Back in December, during their acceptance speech for the IndieWire Honors Performance Award, Lily Gladstone sang praise for the film they considered “the absolute highlight of [their] career,” “the best work I feel like I’ve ever done,” and on which they worked with “the greatest, most visionary, most committed director of my life.”
And then, quite cheekily, they revealed that they weren’t talking about Killers of the Flower Moon. They were talking about Erica Tremblay’s critically acclaimed Fancy Dance, which premiered at the 2023 Sundance Film Festival in January of last year, and which had been frustratingly unable to come by any distributors despite the rousing critical acclaim it received.
That wait is finally over. Per The Hollywood Reporter, Apple has taken the liberty of purchasing the distribution rights of Fancy Dance, meaning it won’t be long before—in their own words—Gladstone’s actual best-ever work graces theaters and Apple TV+. (There’s no release date set yet but THR says it will be coming “later this year.”
Fancy Dance is the narrative feature debut from Tremblay, who has written on the phenomenal series Dark Winds and Reservation Dogs, and directed two episodes of the latter. The film follows Jax (Gladstone), a Seneca-Caguya woman who steps in to care for her niece Roki following the disappearance of Roki’s mother, who’s also Jax’s sister. In her spare time, Jax dedicates herself to finding her sister while helping Roki get ready for a powwow, but eventually faces the threat of losing custody of Roki to the girl’s white father. Desperate to keep her family intact, Jax takes Roki on a road trip to the Oklahoma state powwow, hoping that her sister will turn up along the way.
As profound as Killers of the Flower Moon was, there’s no denying the utmost importance of making Indigenous-centric films by actual Indigenous creators as visible and accessible as possible, so the fact that Fancy Dance will finally be finding the audience that it both needs and deserves is not only one to be celebrated, but one that should be reflected on as the entertainment industry and the variety of stories it tells continue to evolve.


What to work on:
Copy out all of the data that follows, exactly as it appears.

= = = = = = =

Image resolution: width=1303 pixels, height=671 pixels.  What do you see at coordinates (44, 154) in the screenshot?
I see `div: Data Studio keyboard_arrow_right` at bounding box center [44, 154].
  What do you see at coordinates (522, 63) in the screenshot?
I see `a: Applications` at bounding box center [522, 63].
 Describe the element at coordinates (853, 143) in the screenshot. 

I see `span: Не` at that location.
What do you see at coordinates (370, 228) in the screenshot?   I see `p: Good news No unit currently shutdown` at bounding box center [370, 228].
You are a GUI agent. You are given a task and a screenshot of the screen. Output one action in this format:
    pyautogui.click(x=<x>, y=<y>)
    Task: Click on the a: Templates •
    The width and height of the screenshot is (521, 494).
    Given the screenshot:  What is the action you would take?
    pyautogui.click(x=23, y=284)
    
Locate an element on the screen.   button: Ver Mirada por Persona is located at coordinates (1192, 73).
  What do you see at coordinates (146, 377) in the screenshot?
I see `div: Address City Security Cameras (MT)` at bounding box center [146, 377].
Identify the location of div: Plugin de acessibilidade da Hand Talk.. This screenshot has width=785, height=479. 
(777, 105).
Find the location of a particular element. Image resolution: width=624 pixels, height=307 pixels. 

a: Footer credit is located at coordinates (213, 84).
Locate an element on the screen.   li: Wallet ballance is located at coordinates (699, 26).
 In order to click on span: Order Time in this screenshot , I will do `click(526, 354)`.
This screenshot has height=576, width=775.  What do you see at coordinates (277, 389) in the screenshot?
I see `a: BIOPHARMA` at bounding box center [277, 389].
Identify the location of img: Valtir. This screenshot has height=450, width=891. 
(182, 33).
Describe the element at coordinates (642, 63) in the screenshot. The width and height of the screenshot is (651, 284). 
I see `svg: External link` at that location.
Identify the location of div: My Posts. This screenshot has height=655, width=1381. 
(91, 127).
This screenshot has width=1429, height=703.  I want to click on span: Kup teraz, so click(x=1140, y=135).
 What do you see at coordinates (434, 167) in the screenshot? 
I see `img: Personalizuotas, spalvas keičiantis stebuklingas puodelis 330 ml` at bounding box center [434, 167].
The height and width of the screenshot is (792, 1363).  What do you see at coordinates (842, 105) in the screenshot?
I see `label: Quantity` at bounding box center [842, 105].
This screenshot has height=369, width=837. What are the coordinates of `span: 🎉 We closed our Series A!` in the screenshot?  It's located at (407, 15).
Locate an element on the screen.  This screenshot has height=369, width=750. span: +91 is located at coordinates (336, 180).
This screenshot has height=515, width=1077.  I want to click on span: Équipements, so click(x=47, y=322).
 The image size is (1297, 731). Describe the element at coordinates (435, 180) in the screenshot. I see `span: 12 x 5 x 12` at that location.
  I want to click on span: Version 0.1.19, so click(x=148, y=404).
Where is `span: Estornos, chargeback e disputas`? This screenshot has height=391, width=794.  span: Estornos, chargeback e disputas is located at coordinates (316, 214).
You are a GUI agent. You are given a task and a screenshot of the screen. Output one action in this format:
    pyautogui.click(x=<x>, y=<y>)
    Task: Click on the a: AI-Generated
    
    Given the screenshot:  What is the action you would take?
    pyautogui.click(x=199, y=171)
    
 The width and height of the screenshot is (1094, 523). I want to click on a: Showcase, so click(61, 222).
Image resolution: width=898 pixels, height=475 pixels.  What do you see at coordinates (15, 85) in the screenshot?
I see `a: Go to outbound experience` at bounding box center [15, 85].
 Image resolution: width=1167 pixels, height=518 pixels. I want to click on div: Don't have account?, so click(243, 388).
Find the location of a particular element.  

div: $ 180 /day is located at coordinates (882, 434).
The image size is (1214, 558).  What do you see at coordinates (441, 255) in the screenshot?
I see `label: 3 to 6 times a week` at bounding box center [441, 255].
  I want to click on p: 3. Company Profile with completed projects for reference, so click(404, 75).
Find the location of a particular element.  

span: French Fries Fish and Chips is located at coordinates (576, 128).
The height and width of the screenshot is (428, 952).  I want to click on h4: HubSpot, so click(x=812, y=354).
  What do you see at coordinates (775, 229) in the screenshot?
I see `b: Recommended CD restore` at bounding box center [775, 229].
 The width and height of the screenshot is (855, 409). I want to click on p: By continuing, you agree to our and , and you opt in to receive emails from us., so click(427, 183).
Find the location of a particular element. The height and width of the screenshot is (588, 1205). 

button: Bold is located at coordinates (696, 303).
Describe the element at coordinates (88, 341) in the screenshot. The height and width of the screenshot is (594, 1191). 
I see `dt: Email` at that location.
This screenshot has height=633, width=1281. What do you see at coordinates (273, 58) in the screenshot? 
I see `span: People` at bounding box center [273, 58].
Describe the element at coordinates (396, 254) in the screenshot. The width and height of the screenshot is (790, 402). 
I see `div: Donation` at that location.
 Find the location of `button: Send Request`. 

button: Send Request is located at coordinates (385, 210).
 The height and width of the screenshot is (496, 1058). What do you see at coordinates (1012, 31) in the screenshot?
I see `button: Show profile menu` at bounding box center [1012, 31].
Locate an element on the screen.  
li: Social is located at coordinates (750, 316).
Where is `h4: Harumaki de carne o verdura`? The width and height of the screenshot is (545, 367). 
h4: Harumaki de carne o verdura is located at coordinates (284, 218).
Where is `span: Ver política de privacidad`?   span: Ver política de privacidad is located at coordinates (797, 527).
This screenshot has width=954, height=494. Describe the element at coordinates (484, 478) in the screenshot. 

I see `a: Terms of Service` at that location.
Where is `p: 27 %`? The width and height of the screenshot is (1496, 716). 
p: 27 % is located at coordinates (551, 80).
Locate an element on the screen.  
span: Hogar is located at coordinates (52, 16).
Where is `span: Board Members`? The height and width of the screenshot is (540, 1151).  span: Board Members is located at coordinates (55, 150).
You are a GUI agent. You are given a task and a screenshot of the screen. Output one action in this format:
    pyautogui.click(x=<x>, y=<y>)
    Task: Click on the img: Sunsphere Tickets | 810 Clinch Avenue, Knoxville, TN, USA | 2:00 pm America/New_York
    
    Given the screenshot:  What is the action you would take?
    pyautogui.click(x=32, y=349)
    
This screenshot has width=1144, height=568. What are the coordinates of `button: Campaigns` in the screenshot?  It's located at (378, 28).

= = = = = = =

Task output:
Image resolution: width=1303 pixels, height=671 pixels.  What do you see at coordinates (44, 154) in the screenshot?
I see `div: Data Studio keyboard_arrow_right` at bounding box center [44, 154].
  What do you see at coordinates (522, 63) in the screenshot?
I see `a: Applications` at bounding box center [522, 63].
 Describe the element at coordinates (853, 143) in the screenshot. 

I see `span: Не` at that location.
What do you see at coordinates (370, 228) in the screenshot?   I see `p: Good news No unit currently shutdown` at bounding box center [370, 228].
You are a GUI agent. You are given a task and a screenshot of the screen. Output one action in this format:
    pyautogui.click(x=<x>, y=<y>)
    Task: Click on the a: Templates •
    The width and height of the screenshot is (521, 494).
    Given the screenshot:  What is the action you would take?
    pyautogui.click(x=23, y=284)
    
Locate an element on the screen.   button: Ver Mirada por Persona is located at coordinates (1192, 73).
  What do you see at coordinates (146, 377) in the screenshot?
I see `div: Address City Security Cameras (MT)` at bounding box center [146, 377].
Identify the location of div: Plugin de acessibilidade da Hand Talk.. This screenshot has width=785, height=479. 
(777, 105).
Find the location of a particular element. Image resolution: width=624 pixels, height=307 pixels. 

a: Footer credit is located at coordinates (213, 84).
Locate an element on the screen.   li: Wallet ballance is located at coordinates (699, 26).
 In order to click on span: Order Time in this screenshot , I will do `click(526, 354)`.
This screenshot has height=576, width=775.  What do you see at coordinates (277, 389) in the screenshot?
I see `a: BIOPHARMA` at bounding box center [277, 389].
Identify the location of img: Valtir. This screenshot has height=450, width=891. 
(182, 33).
Describe the element at coordinates (642, 63) in the screenshot. The width and height of the screenshot is (651, 284). 
I see `svg: External link` at that location.
Identify the location of div: My Posts. This screenshot has height=655, width=1381. 
(91, 127).
This screenshot has width=1429, height=703.  I want to click on span: Kup teraz, so click(x=1140, y=135).
 What do you see at coordinates (434, 167) in the screenshot? 
I see `img: Personalizuotas, spalvas keičiantis stebuklingas puodelis 330 ml` at bounding box center [434, 167].
The height and width of the screenshot is (792, 1363).  What do you see at coordinates (842, 105) in the screenshot?
I see `label: Quantity` at bounding box center [842, 105].
This screenshot has height=369, width=837. What are the coordinates of `span: 🎉 We closed our Series A!` in the screenshot?  It's located at (407, 15).
Locate an element on the screen.  This screenshot has height=369, width=750. span: +91 is located at coordinates (336, 180).
This screenshot has height=515, width=1077.  I want to click on span: Équipements, so click(x=47, y=322).
 The image size is (1297, 731). Describe the element at coordinates (435, 180) in the screenshot. I see `span: 12 x 5 x 12` at that location.
  I want to click on span: Version 0.1.19, so click(x=148, y=404).
Where is `span: Estornos, chargeback e disputas`? This screenshot has height=391, width=794.  span: Estornos, chargeback e disputas is located at coordinates (316, 214).
You are a GUI agent. You are given a task and a screenshot of the screen. Output one action in this format:
    pyautogui.click(x=<x>, y=<y>)
    Task: Click on the a: AI-Generated
    
    Given the screenshot:  What is the action you would take?
    pyautogui.click(x=199, y=171)
    
 The width and height of the screenshot is (1094, 523). I want to click on a: Showcase, so click(61, 222).
Image resolution: width=898 pixels, height=475 pixels.  What do you see at coordinates (15, 85) in the screenshot?
I see `a: Go to outbound experience` at bounding box center [15, 85].
 Image resolution: width=1167 pixels, height=518 pixels. I want to click on div: Don't have account?, so click(243, 388).
Find the location of a particular element.  

div: $ 180 /day is located at coordinates (882, 434).
The image size is (1214, 558).  What do you see at coordinates (441, 255) in the screenshot?
I see `label: 3 to 6 times a week` at bounding box center [441, 255].
  I want to click on p: 3. Company Profile with completed projects for reference, so click(404, 75).
Find the location of a particular element.  

span: French Fries Fish and Chips is located at coordinates (576, 128).
The height and width of the screenshot is (428, 952).  I want to click on h4: HubSpot, so click(x=812, y=354).
  What do you see at coordinates (775, 229) in the screenshot?
I see `b: Recommended CD restore` at bounding box center [775, 229].
 The width and height of the screenshot is (855, 409). I want to click on p: By continuing, you agree to our and , and you opt in to receive emails from us., so click(427, 183).
Find the location of a particular element. The height and width of the screenshot is (588, 1205). 

button: Bold is located at coordinates (696, 303).
Describe the element at coordinates (88, 341) in the screenshot. The height and width of the screenshot is (594, 1191). 
I see `dt: Email` at that location.
This screenshot has height=633, width=1281. What do you see at coordinates (273, 58) in the screenshot? 
I see `span: People` at bounding box center [273, 58].
Describe the element at coordinates (396, 254) in the screenshot. The width and height of the screenshot is (790, 402). 
I see `div: Donation` at that location.
 Find the location of `button: Send Request`. 

button: Send Request is located at coordinates (385, 210).
 The height and width of the screenshot is (496, 1058). What do you see at coordinates (1012, 31) in the screenshot?
I see `button: Show profile menu` at bounding box center [1012, 31].
Locate an element on the screen.  
li: Social is located at coordinates (750, 316).
Where is `h4: Harumaki de carne o verdura`? The width and height of the screenshot is (545, 367). 
h4: Harumaki de carne o verdura is located at coordinates (284, 218).
Where is `span: Ver política de privacidad`?   span: Ver política de privacidad is located at coordinates (797, 527).
This screenshot has width=954, height=494. Describe the element at coordinates (484, 478) in the screenshot. 

I see `a: Terms of Service` at that location.
Where is `p: 27 %`? The width and height of the screenshot is (1496, 716). 
p: 27 % is located at coordinates (551, 80).
Locate an element on the screen.  
span: Hogar is located at coordinates (52, 16).
Where is `span: Board Members`? The height and width of the screenshot is (540, 1151).  span: Board Members is located at coordinates (55, 150).
You are a GUI agent. You are given a task and a screenshot of the screen. Output one action in this format:
    pyautogui.click(x=<x>, y=<y>)
    Task: Click on the img: Sunsphere Tickets | 810 Clinch Avenue, Knoxville, TN, USA | 2:00 pm America/New_York
    
    Given the screenshot:  What is the action you would take?
    pyautogui.click(x=32, y=349)
    
This screenshot has width=1144, height=568. What are the coordinates of `button: Campaigns` in the screenshot?  It's located at (378, 28).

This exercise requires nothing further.